You could mistake Butter for a political satire, at least if Harvey Weinstein has anything to do with it. When this comedy starring Jennifer Garner as Laura Pickling, an Iowa woman who sees butter sculpting as her ticket to political glory, premiered at the Toronto International Film Festival last year, Weinstein issued a public statement inviting then-presidential hopeful Michelle Bachmann to attend the film’s Iowa premiere. Seems some viewers were seeing Butter as a parody of the Tea Party’s favorite congresswoman.

More recently, Indiewire reports that the Weinstein Company has taken to describing the yet-unreleased movie as “a political allegory of the 2008 Democratic primaries.” Laura gets into the butter-sculpting business after her husband, the longtime champion, is asked to step aside; her primary competition is an untested but gifted young black girl. That the film was shot in 2009 gives this interpretation a bit more credence.

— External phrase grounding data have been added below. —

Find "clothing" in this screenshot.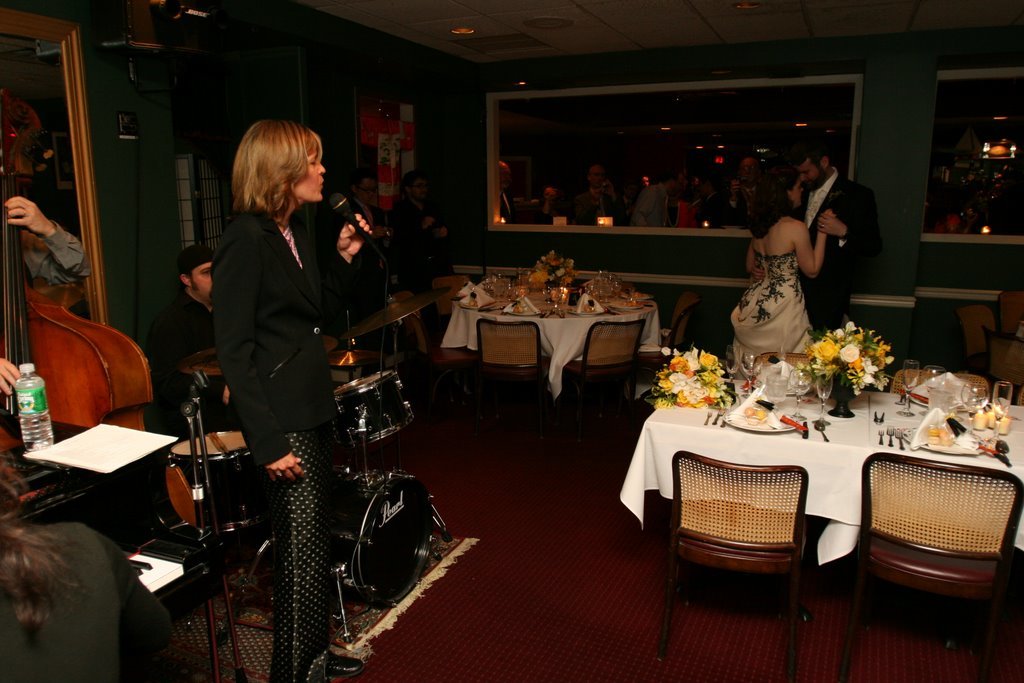
The bounding box for "clothing" is crop(631, 181, 672, 229).
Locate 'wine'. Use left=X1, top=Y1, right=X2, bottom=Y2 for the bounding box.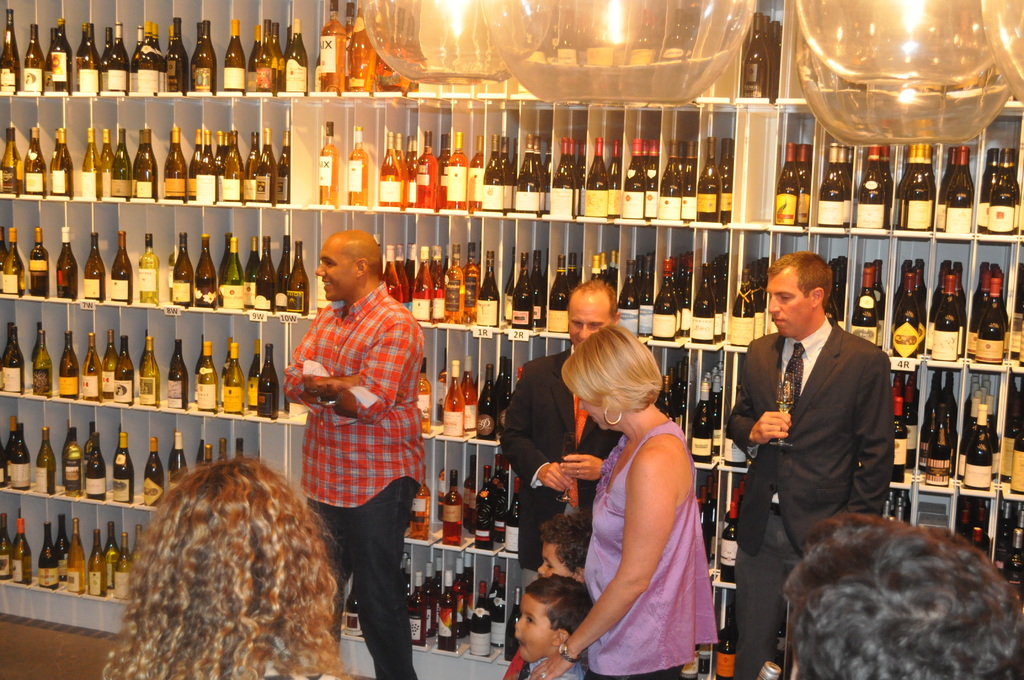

Whether any of this lures either red-staters or blue-staters into theaters, all audiences are likely to be equally let down. Butter entirely lacks the sharp edge of similar movies about insanely ambitious women, like Election or To Die For; if it were a knife, it wouldn’t be able to cut the substance it’s named for.

Directed by Jim Field Smith, a young Brit who doesn’t seem to grasp American politics well enough to make fun of them, Butter primarily makes fun of middle American stereotypes that have long since been beaten to death. Garner co-produced the film, and likely realized that her scrawny frame and severe features made her perfect for this kind of caricature, but she can’t do anything interesting with it. The script is an unworkable balance of profane crudities and dewy-eyed sentimentality that don’t belong in the same movie, especially as Smith treats both with the same sledgehammer style. In a cast filled with familiar faces (Hugh Jackman, Olivia Wilde, Alicia Silverstone, along with TV’s Ty Burrell, Kristen Schaal, and Phyllis Smith), only Rob Corddry makes an impression by playing against type as a kindly adoptive father.

Hey, Harvey, if you’re still looking for ways to plug this stinker, maybe you can lean on the clip of Garner whining “It’s really hard” and suggest that she’s parodying Ann Romney?